Coffee heat rising

A Shop Vac Is a Girl’s Best Friend!

shop vacuumYears ago, when dear SDXB was living with me — or maybe shortly after he moved into his own palace — I took it into my pretty little head that I must have a shop vac. “Oh, no no no, little woman,” said he. “You don’t need a shop vac.”

Well, of course forthwith I flew to Home Depot and bought myself a fine shop vac.

And…it was one of the best buys ever for the Happy Homeowner. I can’t even count the amazing messes it’s cleaned up, from leveling Himalayan mounds of leaves to cleaning up after various repairmen to inhaling broken glass out of the garbage disposal. Today it pretty much outdid itself.

Yesh. This morning was going pretty well until I had the temerity to fix breakfast (of all the nerve!). I don’t even remember what I reached for, but whatever, when my hand moved across the countertop it brushed against a wine bottle, which toppled over and exploded all over the kitchen floor!

Holy MACKEREL! I’d only used the wine with a couple of meals, and so the bottle was about 3/4 full. A lake of red wine sprouted rivers and flowed under the kitchen cabinets, under the dishwasher, under the refrigerator…and the glass! You never SAW so much broken glass!

Had to haul the dogs outside before they cut up their feet. They didn’t want to go and so ran around and shot back in the dog door. Had to close that and drag them out again.

Fortunately, I had something on my feet — a pair of Tevas. Now their squishy rubber tread is full of glass shards — I have NO idea how to get that stuff out of them, but there was not a thing I could do about it at the time.

After picking up as much of the glass as I could and mopping up wine with paper towels to some extent, I dragged the shop vac in and tried to get as much of the tiny, sharp pieces of glass and the puddles of wine up off the floor.

M’hijito borrowed the crevice tool several years ago and, alas, disappeared it. Last time I tried to replace it, I bought the wrong size, returned it to HD, and shortly lost interest in that mission.

So I couldn’t do a very good job at trying to suck the wine out from under the cabinets (the previous owner, lovingly known as Satan, installed them but OF COURSE did not caulk along the bottom).

In the process, I tripped over the cord, which was hanging knee-high because it was plugged into one of the countertop outlets, and almost fell on the floor, knocking over the machine and busting the attachment connection apart. Fortunately it went back together. Scrubbed up as much of the wine as I could, on hands and knees, with a strong, hot solution of Simple Green. Hauled out the wet mop and scrubbed the floor again with clean water.

Realized sucking wine into the shop vac was going to ruin the filter at best (shop vac filters: not cheap!) and possibly the machine itself, since this was very, very, VERY cheap wine and had a bouquet best described as “Early Flophouse.” Carried my food and coffee out to the backyard, dodging Cassie as she flew inside. Chased Cassie down, picked her up, and carried her back outside.

All of this before I’d had so much as a sip of coffee. Luvleee.

The kitchen no longer stinks like a winery. Despite being crevice-tool-impaired, the shop vac seems to have sucked up most of the wine.

But the vacuum itself? Phewie!!

It’s dry on the inside — full of broken glass, of course, but dry. So I figure it absorbed the wine into its filter.  This has been an exceptionally long day, and it’s threatening to rain, neither of which circumstances incline me to clean out the shop-vac. So it’s stinking up the garage, which already reeks of gag-me-with-a-fork “essential oils” from the “organic” (snark!) insecticide used to kill off a new hive of Africanized bees that took up residence under the deck.

At first I was afraid vacuuming wine into the thing would wreck it. But on inspection, I think it’s OK — just smelly.  So I guess when I get a minute — which probably will happen next Monday — I’ll dump the glass into the garbage, hose out the interior, and then buy a new filter and, with any luck, maybe find a new crevice tool that fits.

Much better than having to buy a new one! Wouldn’t be without it.

Bottle breaking from Kad Nouar on Vimeo.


▶ EXERCISE INSTRUCTIONS:
Where a picture shows up in the listing below, omit it and output the rest exactly.

--------------------

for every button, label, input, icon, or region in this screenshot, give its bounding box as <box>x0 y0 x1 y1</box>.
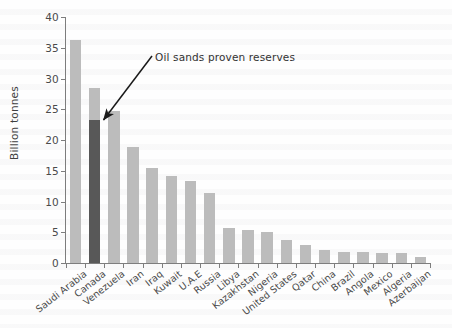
bar <box>89 88 100 263</box>
y-tick-mark <box>61 109 66 110</box>
bar <box>185 181 196 263</box>
y-axis-title-text: Billion tonnes <box>8 86 20 160</box>
y-tick-mark <box>61 48 66 49</box>
chart-figure: Billion tonnes 0510152025303540 Saudi Ar… <box>0 0 452 328</box>
x-axis-labels: Saudi ArabiaCanadaVenezuelaIranIraqKuwai… <box>66 268 430 328</box>
bar <box>338 252 349 263</box>
bar-highlight-segment <box>89 120 100 263</box>
bar <box>108 111 119 263</box>
bar <box>357 252 368 263</box>
y-tick-label: 30 <box>45 73 59 85</box>
x-tick-mark <box>430 263 431 268</box>
y-tick-label: 25 <box>45 103 59 115</box>
bar <box>242 230 253 263</box>
y-tick-label: 40 <box>45 11 59 23</box>
y-axis-title: Billion tonnes <box>6 0 22 246</box>
bar <box>70 40 81 263</box>
bar <box>376 253 387 263</box>
y-tick-label: 35 <box>45 42 59 54</box>
bar <box>300 245 311 263</box>
y-tick-mark <box>61 171 66 172</box>
y-tick-label: 5 <box>52 226 59 238</box>
y-tick-mark <box>61 202 66 203</box>
bar <box>319 250 330 263</box>
x-axis-line <box>65 263 430 264</box>
bar <box>281 240 292 263</box>
y-tick-label: 0 <box>52 257 59 269</box>
bar <box>261 232 272 263</box>
y-tick-mark <box>61 17 66 18</box>
y-tick-label: 10 <box>45 196 59 208</box>
bar <box>415 257 426 263</box>
y-tick-mark <box>61 79 66 80</box>
y-tick-mark <box>61 140 66 141</box>
bar <box>127 147 138 263</box>
y-tick-mark <box>61 232 66 233</box>
y-tick-label: 20 <box>45 134 59 146</box>
x-tick-label: Iran <box>124 268 146 288</box>
bar <box>396 253 407 263</box>
y-tick-label: 15 <box>45 165 59 177</box>
bar <box>223 228 234 263</box>
bar <box>146 168 157 263</box>
bar <box>166 176 177 263</box>
bar <box>204 193 215 263</box>
annotation-label: Oil sands proven reserves <box>155 51 295 63</box>
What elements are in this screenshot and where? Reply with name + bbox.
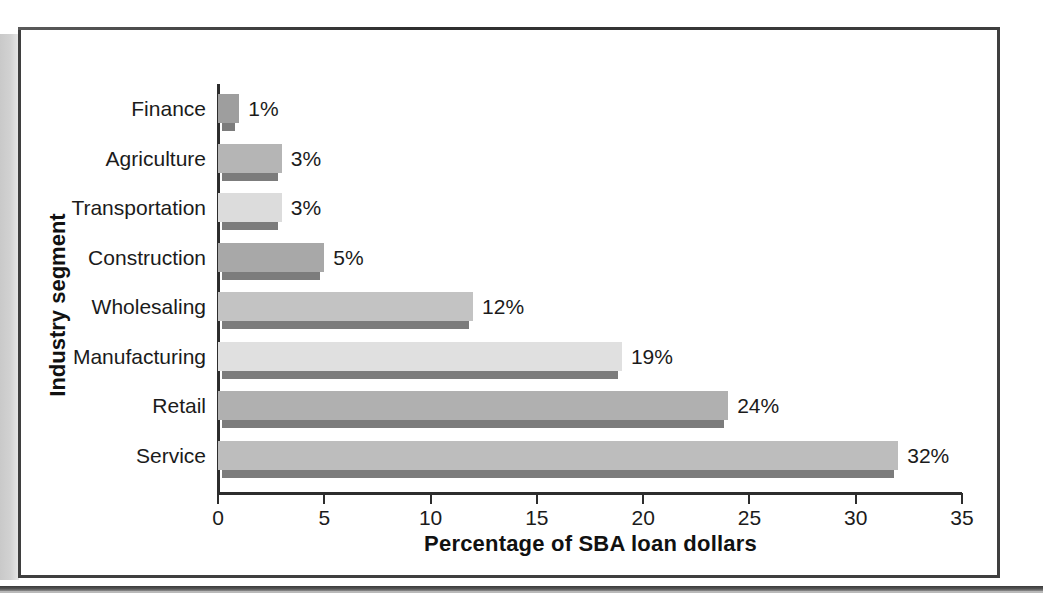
- x-axis-tick-label: 15: [525, 506, 548, 530]
- bar-shadow: [222, 470, 894, 478]
- bar-shadow: [222, 371, 618, 379]
- x-axis-tick-label: 0: [212, 506, 224, 530]
- bar[interactable]: [218, 144, 282, 173]
- bar-shadow: [222, 173, 278, 181]
- bar[interactable]: [218, 94, 239, 123]
- bar-value-label: 19%: [631, 345, 673, 369]
- x-axis-tick: [536, 493, 538, 504]
- bar-value-label: 3%: [291, 147, 321, 171]
- bar-value-label: 5%: [333, 246, 363, 270]
- bar-value-label: 12%: [482, 295, 524, 319]
- bar[interactable]: [218, 292, 473, 321]
- bar[interactable]: [218, 441, 898, 470]
- bar-row[interactable]: 32%: [218, 441, 1018, 478]
- scanned-page: 05101520253035 1%3%3%5%12%19%24%32% Fina…: [0, 0, 1043, 602]
- x-axis-tick-label: 25: [738, 506, 761, 530]
- y-axis-category-label: Manufacturing: [0, 345, 206, 369]
- bar-shadow: [222, 123, 235, 131]
- bar[interactable]: [218, 193, 282, 222]
- x-axis-title: Percentage of SBA loan dollars: [218, 531, 963, 557]
- bar-chart: 05101520253035 1%3%3%5%12%19%24%32% Fina…: [0, 0, 1043, 602]
- y-axis-category-label: Retail: [0, 394, 206, 418]
- x-axis-tick: [217, 493, 219, 504]
- x-axis-tick: [961, 493, 963, 504]
- bar-shadow: [222, 321, 469, 329]
- bar-shadow: [222, 272, 320, 280]
- x-axis-tick-label: 35: [950, 506, 973, 530]
- x-axis-tick: [323, 493, 325, 504]
- bar-shadow: [222, 222, 278, 230]
- x-axis-tick: [642, 493, 644, 504]
- bar-row[interactable]: 5%: [218, 243, 444, 280]
- page-bottom-rule-light: [0, 591, 1043, 593]
- bar-row[interactable]: 3%: [218, 193, 402, 230]
- y-axis-category-label: Service: [0, 444, 206, 468]
- bar[interactable]: [218, 243, 324, 272]
- x-axis-line: [217, 492, 962, 495]
- y-axis-category-label: Construction: [0, 246, 206, 270]
- x-axis-tick: [855, 493, 857, 504]
- bar-row[interactable]: 19%: [218, 342, 742, 379]
- bar[interactable]: [218, 391, 728, 420]
- x-axis-tick-label: 20: [631, 506, 654, 530]
- bar-value-label: 3%: [291, 196, 321, 220]
- bar-value-label: 24%: [737, 394, 779, 418]
- x-axis-tick-label: 5: [318, 506, 330, 530]
- x-axis-tick-label: 10: [419, 506, 442, 530]
- bar-row[interactable]: 12%: [218, 292, 593, 329]
- bar-shadow: [222, 420, 724, 428]
- y-axis-title: Industry segment: [45, 175, 71, 435]
- y-axis-category-label: Finance: [0, 97, 206, 121]
- bar-row[interactable]: 1%: [218, 94, 359, 131]
- bar-row[interactable]: 3%: [218, 144, 402, 181]
- x-axis-tick: [430, 493, 432, 504]
- x-axis-tick: [748, 493, 750, 504]
- y-axis-category-label: Wholesaling: [0, 295, 206, 319]
- y-axis-category-label: Agriculture: [0, 147, 206, 171]
- bar-value-label: 32%: [907, 444, 949, 468]
- x-axis-tick-label: 30: [844, 506, 867, 530]
- bar-row[interactable]: 24%: [218, 391, 848, 428]
- bar-value-label: 1%: [248, 97, 278, 121]
- y-axis-category-label: Transportation: [0, 196, 206, 220]
- bar[interactable]: [218, 342, 622, 371]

--------------------

▶ SOLUTION FOR THIS TASK:
for every button, label, input, icon, or region in this screenshot, give its bounding box as <box>x0 y0 x1 y1</box>.
bar <box>89 88 100 263</box>
y-tick-mark <box>61 109 66 110</box>
bar <box>185 181 196 263</box>
y-axis-title-text: Billion tonnes <box>8 86 20 160</box>
y-tick-mark <box>61 48 66 49</box>
chart-figure: Billion tonnes 0510152025303540 Saudi Ar… <box>0 0 452 328</box>
x-axis-labels: Saudi ArabiaCanadaVenezuelaIranIraqKuwai… <box>66 268 430 328</box>
bar <box>338 252 349 263</box>
bar-highlight-segment <box>89 120 100 263</box>
bar <box>108 111 119 263</box>
bar <box>357 252 368 263</box>
y-tick-label: 30 <box>45 73 59 85</box>
x-tick-mark <box>430 263 431 268</box>
y-tick-label: 25 <box>45 103 59 115</box>
bar <box>242 230 253 263</box>
y-tick-label: 40 <box>45 11 59 23</box>
y-axis-title: Billion tonnes <box>6 0 22 246</box>
bar <box>70 40 81 263</box>
bar <box>376 253 387 263</box>
y-tick-label: 35 <box>45 42 59 54</box>
bar <box>300 245 311 263</box>
y-tick-mark <box>61 171 66 172</box>
y-tick-label: 5 <box>52 226 59 238</box>
y-tick-mark <box>61 202 66 203</box>
bar <box>319 250 330 263</box>
x-axis-line <box>65 263 430 264</box>
bar <box>281 240 292 263</box>
y-tick-label: 0 <box>52 257 59 269</box>
bar <box>261 232 272 263</box>
y-tick-mark <box>61 17 66 18</box>
y-tick-label: 10 <box>45 196 59 208</box>
bar <box>415 257 426 263</box>
y-tick-mark <box>61 79 66 80</box>
y-tick-mark <box>61 140 66 141</box>
bar <box>127 147 138 263</box>
y-tick-mark <box>61 232 66 233</box>
y-tick-label: 20 <box>45 134 59 146</box>
x-tick-label: Iran <box>124 268 146 288</box>
bar <box>396 253 407 263</box>
y-tick-label: 15 <box>45 165 59 177</box>
bar <box>223 228 234 263</box>
bar <box>146 168 157 263</box>
bar <box>166 176 177 263</box>
bar <box>204 193 215 263</box>
annotation-label: Oil sands proven reserves <box>155 51 295 63</box>
What elements are in this screenshot and where? Reply with name + bbox.
- x-axis-tick-label: 15: [525, 506, 548, 530]
- bar-shadow: [222, 470, 894, 478]
- bar-shadow: [222, 371, 618, 379]
- x-axis-tick-label: 0: [212, 506, 224, 530]
- bar[interactable]: [218, 144, 282, 173]
- bar-shadow: [222, 173, 278, 181]
- bar[interactable]: [218, 94, 239, 123]
- bar-value-label: 19%: [631, 345, 673, 369]
- x-axis-tick: [536, 493, 538, 504]
- bar-value-label: 3%: [291, 147, 321, 171]
- bar-value-label: 5%: [333, 246, 363, 270]
- bar-value-label: 12%: [482, 295, 524, 319]
- bar[interactable]: [218, 292, 473, 321]
- bar[interactable]: [218, 441, 898, 470]
- bar-row[interactable]: 32%: [218, 441, 1018, 478]
- scanned-page: 05101520253035 1%3%3%5%12%19%24%32% Fina…: [0, 0, 1043, 602]
- x-axis-tick-label: 25: [738, 506, 761, 530]
- y-axis-category-label: Manufacturing: [0, 345, 206, 369]
- bar-shadow: [222, 123, 235, 131]
- bar[interactable]: [218, 193, 282, 222]
- x-axis-title: Percentage of SBA loan dollars: [218, 531, 963, 557]
- bar-chart: 05101520253035 1%3%3%5%12%19%24%32% Fina…: [0, 0, 1043, 602]
- y-axis-category-label: Retail: [0, 394, 206, 418]
- x-axis-tick: [217, 493, 219, 504]
- x-axis-tick: [961, 493, 963, 504]
- bar-shadow: [222, 321, 469, 329]
- bar-shadow: [222, 272, 320, 280]
- x-axis-tick-label: 35: [950, 506, 973, 530]
- x-axis-tick: [323, 493, 325, 504]
- bar-shadow: [222, 222, 278, 230]
- x-axis-tick: [642, 493, 644, 504]
- bar-row[interactable]: 5%: [218, 243, 444, 280]
- page-bottom-rule-light: [0, 591, 1043, 593]
- bar-row[interactable]: 3%: [218, 193, 402, 230]
- y-axis-category-label: Service: [0, 444, 206, 468]
- bar[interactable]: [218, 243, 324, 272]
- x-axis-line: [217, 492, 962, 495]
- y-axis-category-label: Construction: [0, 246, 206, 270]
- x-axis-tick: [855, 493, 857, 504]
- bar-row[interactable]: 19%: [218, 342, 742, 379]
- bar[interactable]: [218, 391, 728, 420]
- x-axis-tick-label: 20: [631, 506, 654, 530]
- bar-value-label: 3%: [291, 196, 321, 220]
- bar-value-label: 24%: [737, 394, 779, 418]
- x-axis-tick-label: 5: [318, 506, 330, 530]
- x-axis-tick-label: 10: [419, 506, 442, 530]
- bar-row[interactable]: 12%: [218, 292, 593, 329]
- bar-shadow: [222, 420, 724, 428]
- y-axis-title: Industry segment: [45, 175, 71, 435]
- y-axis-category-label: Finance: [0, 97, 206, 121]
- bar-row[interactable]: 1%: [218, 94, 359, 131]
- bar-row[interactable]: 3%: [218, 144, 402, 181]
- x-axis-tick: [430, 493, 432, 504]
- x-axis-tick: [748, 493, 750, 504]
- y-axis-category-label: Wholesaling: [0, 295, 206, 319]
- y-axis-category-label: Agriculture: [0, 147, 206, 171]
- bar-value-label: 32%: [907, 444, 949, 468]
- x-axis-tick-label: 30: [844, 506, 867, 530]
- bar-row[interactable]: 24%: [218, 391, 848, 428]
- bar-value-label: 1%: [248, 97, 278, 121]
- y-axis-category-label: Transportation: [0, 196, 206, 220]
- bar[interactable]: [218, 342, 622, 371]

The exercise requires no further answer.